William H. Robinson in his book Phillis Wheatley in the Black American Beginnings states:
When properly read, in the context of her times, the available data—poems, letters, a memoir, accounts of the times—go far toward documenting the engaging story of how she encountered and dealt with various obstacles to her finding and asserting her Black and poetic worth. There is indeed evidence enough to sustain the belief that Phillis Wheatley did survive those raw Black American beginnings to endure as Christian, as woman, and as Black American poet. Phillis Wheatley not only belongs squarely in the Black American literary tradition; she, almost single handedly, succeeded in creating that tradition. (5)
When she returned to America, she found that her mistress, Mrs. Wheatley, had died on March 3, 1773. On March 12, 1778, her master, John Wheatley died, and then in September, Mary Wheatley died. Phillis was free, but she was no longer sheltered and she had to fend for herself in a time of revolutionary fervor. She struggled as a poet and seamstress to make a living. It is recorded that on April 1, 1778 Phillis Wheatley and John Peters, both free negroes, married. Little is known of her husband or her life after her marriage, although she did as Mrs. John Peters still write and publish poems. She lived in dire poverty and was separated from her husband for some time. A relative of Mrs. Wheatley discovered that Phillis was ill and found her.
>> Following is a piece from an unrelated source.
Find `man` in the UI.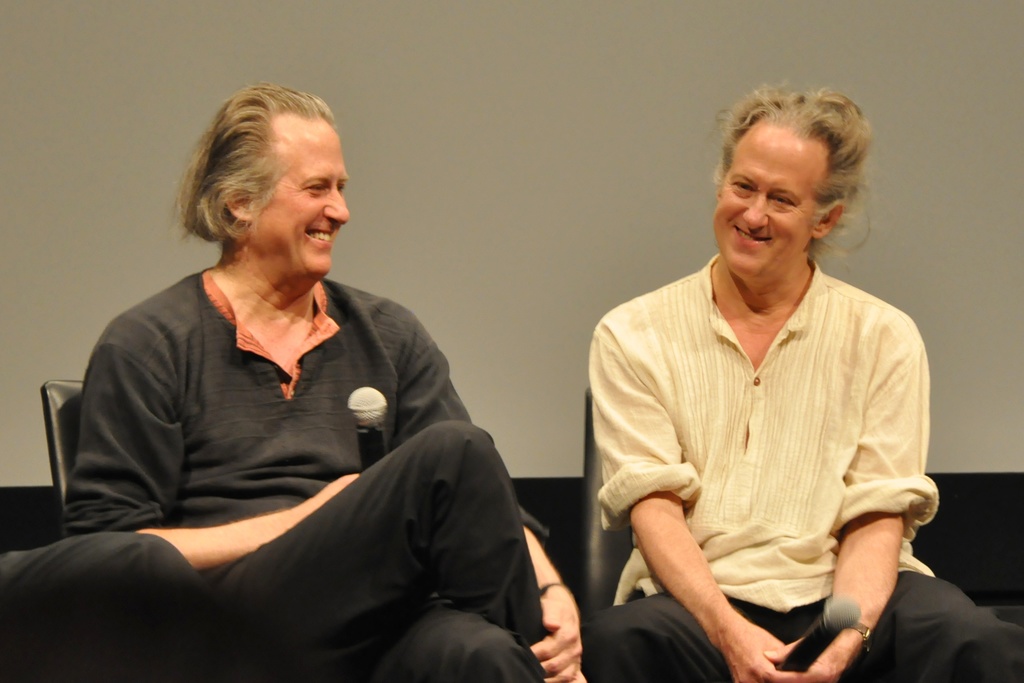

She was also visited by several other members of that family. They found her in a situation of extreme misery. Two of her children were dead, and the third was sick unto death. She was herself suffering for want of attention, for many comforts, and that greatest of all comforts in sickness—cleanliness. She was reduced to a condition too loathsome to describe. In a filthy apartment, in an obscure part of the metropolis, lay dying the mother, and the wasting child. The woman who had stood honored and respected in the presence of the wise and good of that country which was hers by adoption, or rather compulsion, who had graced the ancient hall of Old England, and rolled about in the splendid equippages of the proud nobles of Britain, was numbering the last hours of life in a state of abject misery, surrounded by all the emblems of poverty! . . . (6)
At the age of thirty-one, on December 5, 1784, Phillis Wheatley Peters died in Boston. Many newspapers published her obituary. To this day no one knows exactly where Phillis and her children are buried.